Massive Direct Hiring Pays for Itself.
Sunday, August 5th, 2012This is from a CNN report from last December, so today’s total is at least $100 billion more, or a minimum of $534 billion. But this large number greatly understates the cost of unemployment.
Consider that the official number of unemployed people is roughly 14 million. The average household income is $49455, according to a recent USA Today article. From a back of the envelope calculation that means the nation is losing, annually, $700 billion in income in order of magnitude. While it’s losing this national income caused by unemployment taxpayers are also paying out and additional $100 billion for unemployment benefits. The total loss of income, and demand, is therefore a staggering $800 billion! Annually.
This doesn’t include additional billions of lost income from another 4-6 million in people who are underemployed and working fewer than a full workweek.
The cost to the nation’s annual economy is staggering. Most of it’s a total waste and total loss that cannot be recovered.
Meanwhile Congress does nothing to hire directly on much needed infrastructure projects, projects that would greatly reduce unemployment and thus dramatically increase the nation’s income–not to mention decades of productivity improvements such projects would produce. A similar positive effect would result from direct transfers to states and municipalities preserving existing public employment. Official figures are that almost 700,000 employees have been laid off at the local government level, increasing the unemployment rate by a full percent, while decreasing annual production by nearly 1% as well.
From one point of view, what we’re doing now is to pay people to consume more than they produce–a pretty good definition of what unemployment represents. What we should do instead is to pay people to produce more than they consume, which is precisely what we need to be doing to have our economy recover. And the best, most effective way to do that is for the government to hire directly. Although the private economy has produced 4.5 million jobs for the past couple years, it is not enough.
Too many households are still constrained from spending because their major asset, their home, is worth less than what they paid for. Millions of others are simply unemployed and have no productive work to restore their incomes for much of anything other than what unemployment and food benefits might offer. The private economy isn’t going to produce robust job growth until demand levels are restored to previous levels.
With demand destruction at $700 billion plus per year private firms simply cannot hire profitably. Funding that raises employment pays for itself many times over.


Instructions to follow — Return, word for word, every line starting at the line with "What do you" and ending at the final line of the entries; skip the pictures.

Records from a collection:
Segment Open
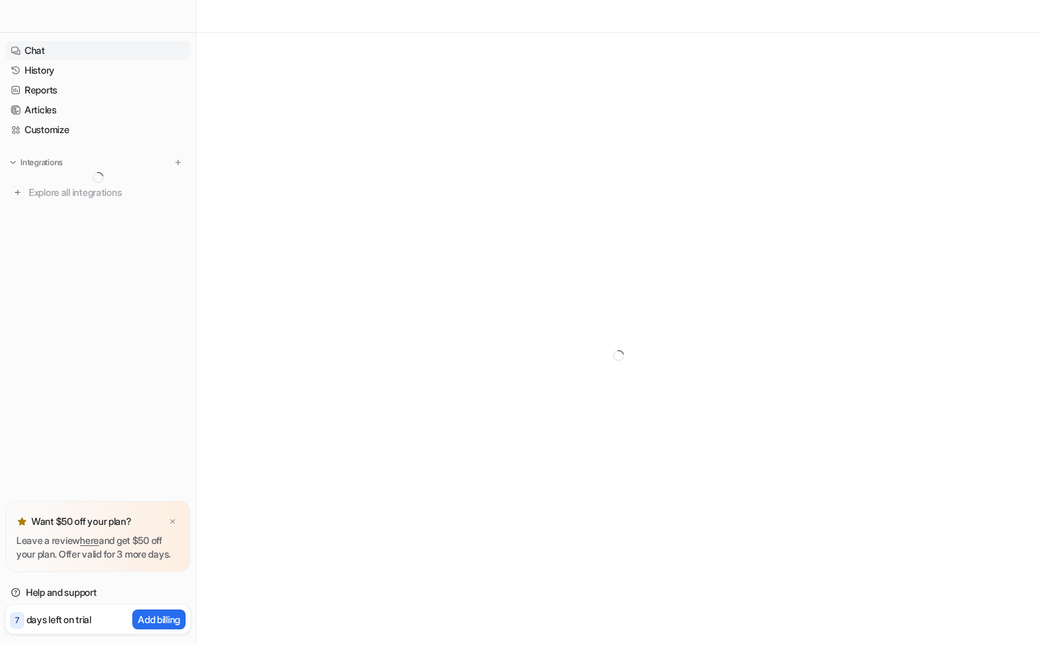 The image size is (1041, 645). I want to click on img: x, so click(173, 521).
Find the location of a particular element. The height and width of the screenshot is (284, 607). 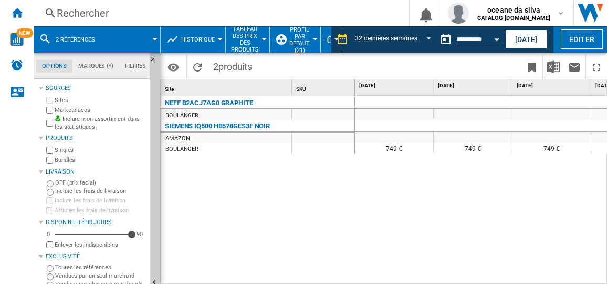

span: 2 is located at coordinates (233, 65).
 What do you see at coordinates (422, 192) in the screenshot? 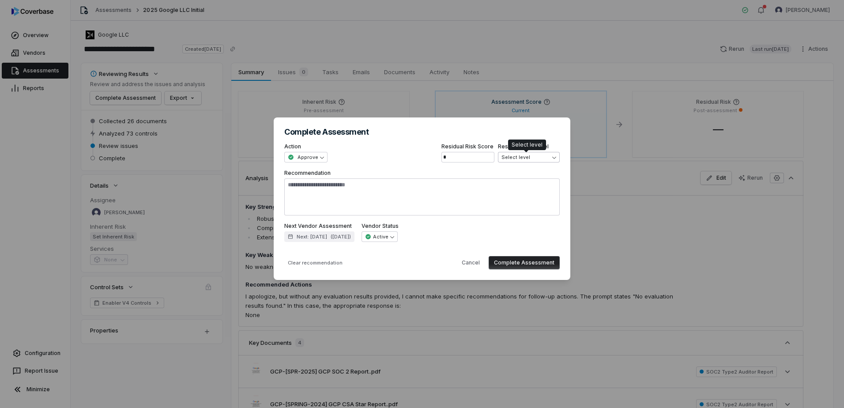
I see `label: Recommendation` at bounding box center [422, 192].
Segment Closed
Written response —
 What do you see at coordinates (422, 192) in the screenshot? 
I see `label: Recommendation` at bounding box center [422, 192].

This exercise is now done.